By Jack Limpert
Going to work as a journalist without having been to journalism school, I tried to learn about writing by reading good writers. While on vacation in 1987 I read Scott Turow’s novel Presumed Innocent. You couldn’t wait to turn the page to find out what happened next. How’d he do it? I reread the book: He had two intertwined narratives, with both pulling the reader along.
After becoming an editor, I learned a lot about writing by trying to make a story better. I never liked to change a writer’s language: If as a reader I was confused, I’d ask the writer to make it clearer. (As the New Yorker’s Harold Ross like to write in the margins of manuscripts, “What the hell do you mean?”)
If as a reader I was bored, I’d try to speed up the writing by cutting words (many adverbs and adjectives), sentences, and paragraphs. I liked to think we were taking a story going 45 miles an hour and make it go 70 miles an hour, just over the speed limit. Most writers took that kind of editing pretty calmly, and if a writer asked for something to be restored, we’d almost always do it as long the putting-it-back was done in moderation.
When our daughter Ann was at Connecticut College, Blanche McCrary Boyd, an English teacher and writer-in-residence, told her to keyboard good writers into her computer, apparently figuring that keyboarding imprinted good writing on the brain in ways that reading did not.
Other writers have believed in that approach. Here’s evidence from a charming little book, Odd Type Writers, by Celia Blue Johnson:
Many great writers developed their voices, in part, by tracing the words of their favorite predecessors. While Jack London handwrote Rudyard Kipling stories, Ray Bradbury hammered out pieces by authors he admired on a typewriter to help perfect his own prose. In moments of utmost despair, Bradbury dropped entire paragraphs by Tom Wolfe into his drafts. “Because I couldn’t do it, you see. I was so frustrated!” he proclaimed in an interview for the Paris Review. As a teen, Joan Didion learned to type while copying out Ernest Hemingway’s work. She was particularly impressed by his “perfect sentences.”
Rewriting a favorite novel is one way to absorb the style of a literary master. Other writers chose to read a particular book every day before they set to work. The process of reading helped each of these authors warm up before setting pen to paper. . . .Somerset Maugham developed a ritual of reading Voltaire’s Candide before diving into a new novel. “So that I may have in the back of my mind the touchstone of that lucidity, grace, and wit,” he noted.
Willa Cather read the Bible before she wrote. According to Thornton Wilder, Cather wanted “to get in touch with fine prose.” He noted that she regretted choosing an archaic text, but the habit had already stuck. May Angelou also found inspiration in the Bible, which she kept nearby while she worked. When asked why she used the Bible, Angelou responded, “For melody. For content also. I’m working at trying to be a Christian and that’s serious business.”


WHAT THIS TASK INVOLVES: From the first line of the material to the line containing "The width and height of the screenshot is (640, 300).", inclusive, write out each line exactly, leaving out the pictures.

RECORDS FOR THE TASK:
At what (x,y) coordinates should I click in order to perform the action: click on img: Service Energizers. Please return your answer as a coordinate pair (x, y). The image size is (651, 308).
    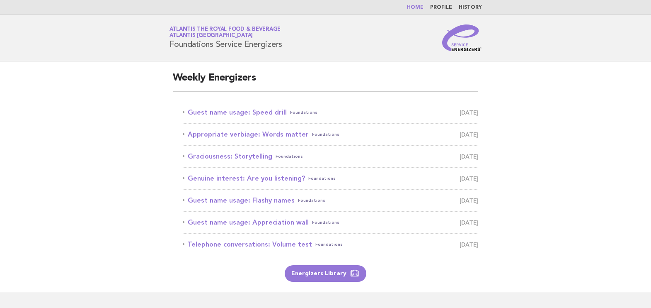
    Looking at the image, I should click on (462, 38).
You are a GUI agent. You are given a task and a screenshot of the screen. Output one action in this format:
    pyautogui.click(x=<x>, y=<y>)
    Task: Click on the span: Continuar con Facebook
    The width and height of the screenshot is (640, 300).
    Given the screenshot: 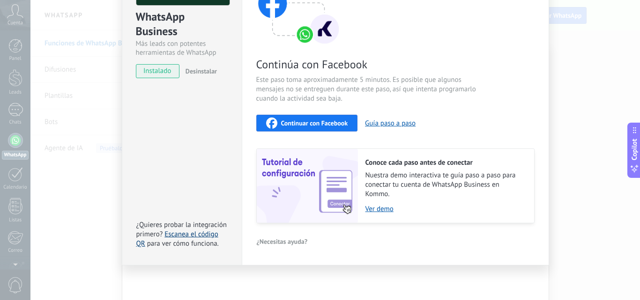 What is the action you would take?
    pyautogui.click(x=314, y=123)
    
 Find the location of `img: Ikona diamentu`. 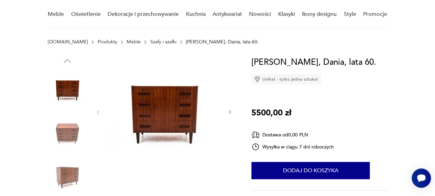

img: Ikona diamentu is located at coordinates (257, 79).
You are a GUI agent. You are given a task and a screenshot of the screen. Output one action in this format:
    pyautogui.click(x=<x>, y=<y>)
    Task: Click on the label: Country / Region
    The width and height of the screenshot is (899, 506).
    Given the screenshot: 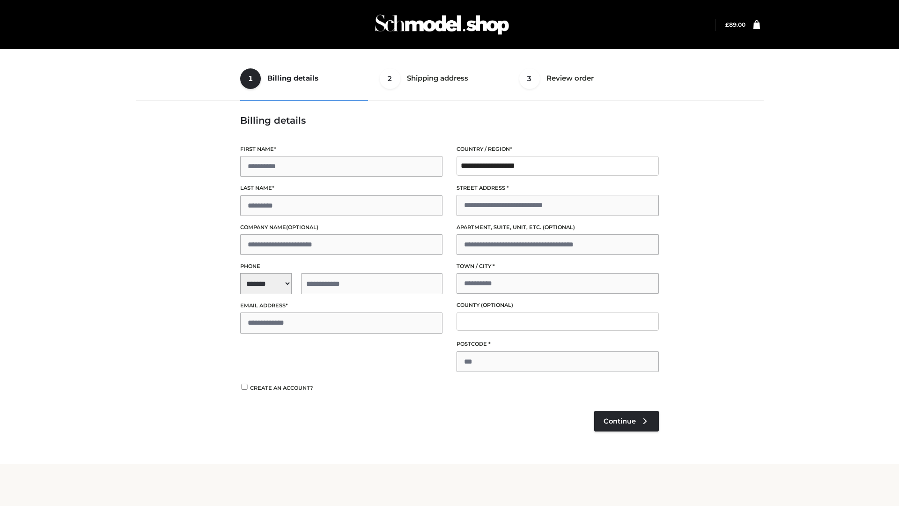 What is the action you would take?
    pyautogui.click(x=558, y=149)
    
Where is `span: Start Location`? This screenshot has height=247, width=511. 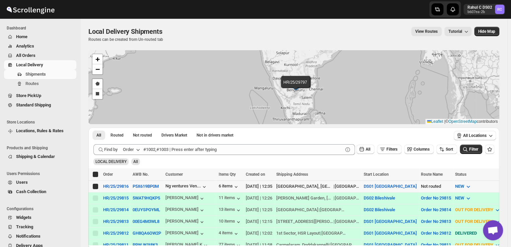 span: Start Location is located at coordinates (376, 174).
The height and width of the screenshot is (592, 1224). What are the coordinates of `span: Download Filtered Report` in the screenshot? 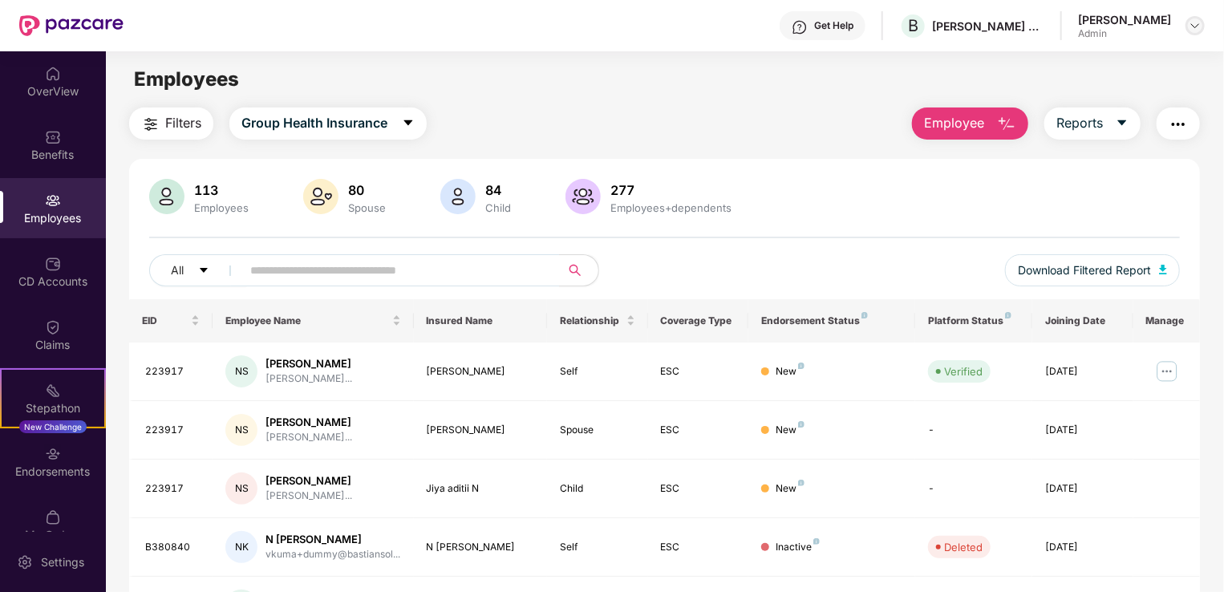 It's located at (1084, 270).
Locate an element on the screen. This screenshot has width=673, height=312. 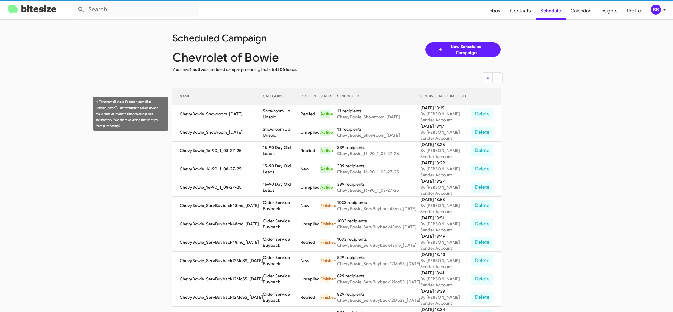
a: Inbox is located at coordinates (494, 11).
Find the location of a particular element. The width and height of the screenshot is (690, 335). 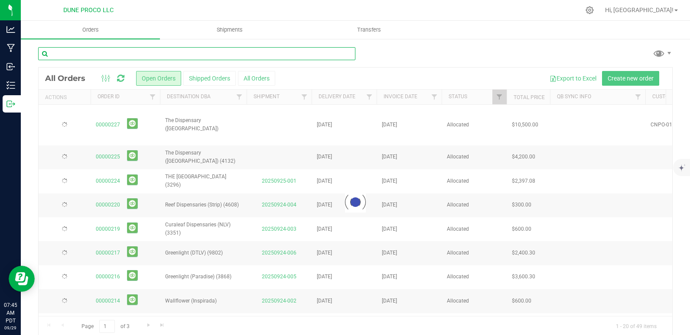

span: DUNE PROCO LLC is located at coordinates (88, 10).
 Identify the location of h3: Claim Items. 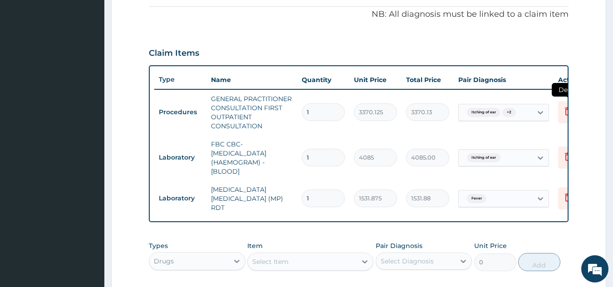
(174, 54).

RESPONSE TO THIS TASK:
At what (x,y) coordinates should I click in order to perform the action: click on img: Service Energizers. Please return your answer as a coordinate pair (x, y). The image size is (651, 308).
    Looking at the image, I should click on (462, 38).
You are a GUI agent. You are given a task and a screenshot of the screen. Output one action in this format:
    pyautogui.click(x=<x>, y=<y>)
    Task: Click on the span: Continuar con Facebook
    The width and height of the screenshot is (640, 300).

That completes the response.